Likely, your bed will have some warp. Its always better to warp shaped like a bowl instead of a mountain, because the edges will stick better than the center. Sure, Marlin attempts to correct for it, but its not perfect.

Bed Adhesion

Use skirts on your prints. If you have to use a raft, you don’t know the right settings for your printer. If you have to use a brim to keep your print from peeling up, you arent heating your bed enough, or not using the right adhesion method.

On a glass bed, Aquanet Hair Spray is the best there is. The only thing better than a glass bed is that fancy Prusa textured flexible bed.

  • Clean your bed with rubbing alcohol or something. Get it shiny.
  • Heat your bed to around 50C.
  • Use the piece of paper you level your bed with, and BLOCK THE HOTEND ASSEMBLY. You do not want this stuff on fans, heaters, insulation. It is flammable.
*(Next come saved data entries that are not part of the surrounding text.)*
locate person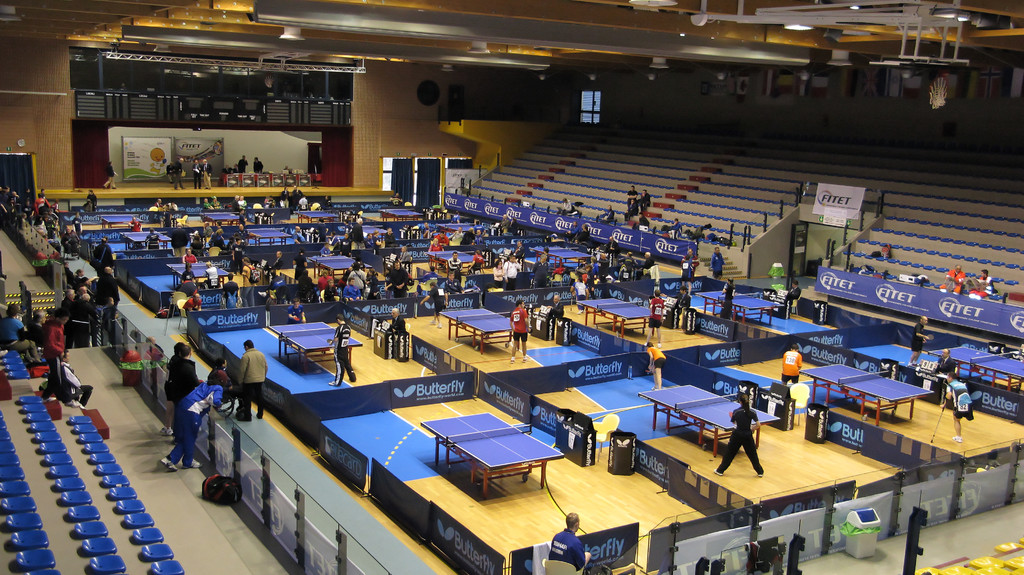
[left=542, top=291, right=561, bottom=321]
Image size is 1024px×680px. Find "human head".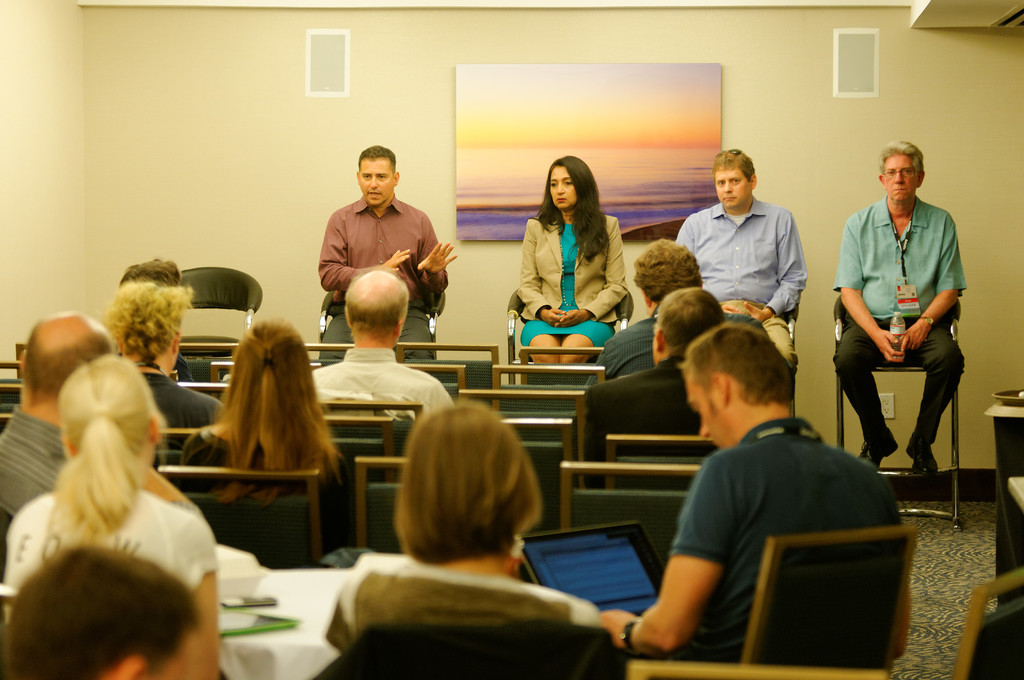
pyautogui.locateOnScreen(651, 287, 728, 364).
FAMOUSLY! It is the most flammable compressed gas i have in my house.
  • In short bursts, spray a small amount of hairspray on the bed. Use short bursts because it changes the particle size. In that burst, make sure to press down the nozzle about 70% down. You want the bed to be coated in many small dots of hairspray. If you spray too much, it will turn into a film that doesn’t work as well.

This is good to start printing. Some of the spray will come off with the prints, so the center of the bed will loose its coating faster than the rest. You can reapply the coating to affected areas without cleaning the whole bed.

After a while, dust, plastic, and other gunk will make the bed just too dirty. Aquanet is water-soluble, so you can just get a wet paper towel and wipe it off. Re-apply the coat and you’re good.

Starting the Print

As the print starts drawing the skirt, pay attention to how it adheres. ADJUST THE BED AS IT PRINTS THE SKIRT. This is how you can adjust how low your bed rides, where in the ‘bowl’ your head will be printing’s edges are.

After the first 2 minutes of the print, you will be pretty confident in how the print will turn out. Just check on things every few minutes.

Finishing the print

Let the bed cool down below 35, and the hairspray will release its hold. Knock the object off the bed.